The most delicate step is the reduction from the geometric section to extremal configurations determined by symmetry. The justification rests on the observation that any plane satisfying $a^2+b^2+c^2=1$ can be rotated into a position where its intersection pattern with the cube changes continuously, and the section area varies continuously with $(a,b,c)$.

The extremum must occur either when the plane is symmetric with respect to a body diagonal or when one coefficient dominates and degeneracy forces a triangle.
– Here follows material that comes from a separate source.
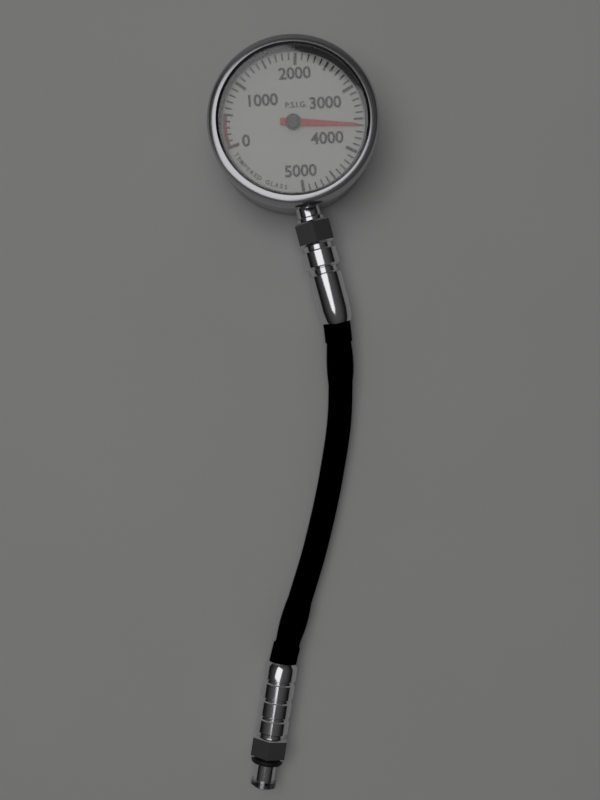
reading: 3600 psig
Checking these boundary regimes shows that the symmetric case yields area exactly $2$, while degeneration reduces area because one coordinate direction contributes fewer intersection edges, decreasing at least one projection component without compensating increases in others under the unit constraint.

In the tetrahedron case, the comparison of the cut face with the missing vertex corner is verified by computing the intercepts on coordinate axes, which must satisfy $a^{-1}+b^{-1}+c^{-1}>1$ under the tangency condition, forcing the cut triangular face to be strictly smaller than the sum of adjacent face contributions.

Alternative Approaches

A more systematic approach uses Minkowski duality: the section area can be expressed as the support function integral of the cube restricted to the plane normal direction, and optimization reduces to maximizing a convex functional on the sphere $a^2+b^2+c^2=1$. This converts the problem into a constrained variational inequality with symmetry group $S_3$, immediately yielding that extremizers lie on symmetry axes.

Another approach uses affine transformations sending the plane to $z=0$, reducing the problem to computing the area of the projection of a rotated cube and bounding it via eigenvalues of the associated linear map, where the bound $2$ arises from the maximal singular value configuration corresponding to a body diagonal direction.